Ty Barnett works a room like a guy who just sat down at your table to explain exactly how soft he has gotten. His cadence is relaxed and unhurried, leaving room for his punchlines to land as tired confessions. He builds setups that sound like traditional masculine boasts—promising to defend a date’s honor, or pointing out his Chicago roots—before swerving into pure self-preservation. He will proclaim his willingness to wear a wire or testify against his own family rather than do a day in prison, delivering the joke with the earnest logic of a man who just really likes his body wash.

A runner-up on Last Comic Standing in 2006, Barnett has spent the last two decades as a steady road comic, releasing albums like Grown Man… Baby Steps and specials like Like I Said. He is a constant presence in clubs and late-night slots, moving easily from basements to network reality shows. He does not reinvent the form. He just executes it with the pacing of someone who has seen every kind of crowd.

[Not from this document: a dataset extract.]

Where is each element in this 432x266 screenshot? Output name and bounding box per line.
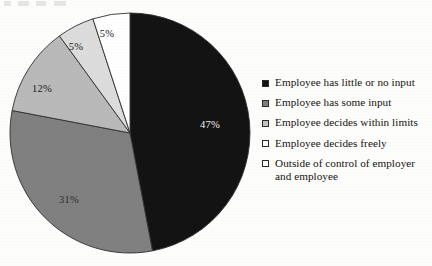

His best material relies on the gap between his background and his physical reality. He complains about social media algorithms bullying him with photos of his younger, fitter self, and refuses to see a male therapist because he does not trust another man to keep his secrets at a bar. He plays the part of a man who still wants to be gallant, but is ultimately restricted by a deep need for physical comfort.

Barnett grew up on the south side of Chicago and spent six years in the Army before trying standup. Those credentials provide the rugged baseline that he spends his entire set happily dismantling.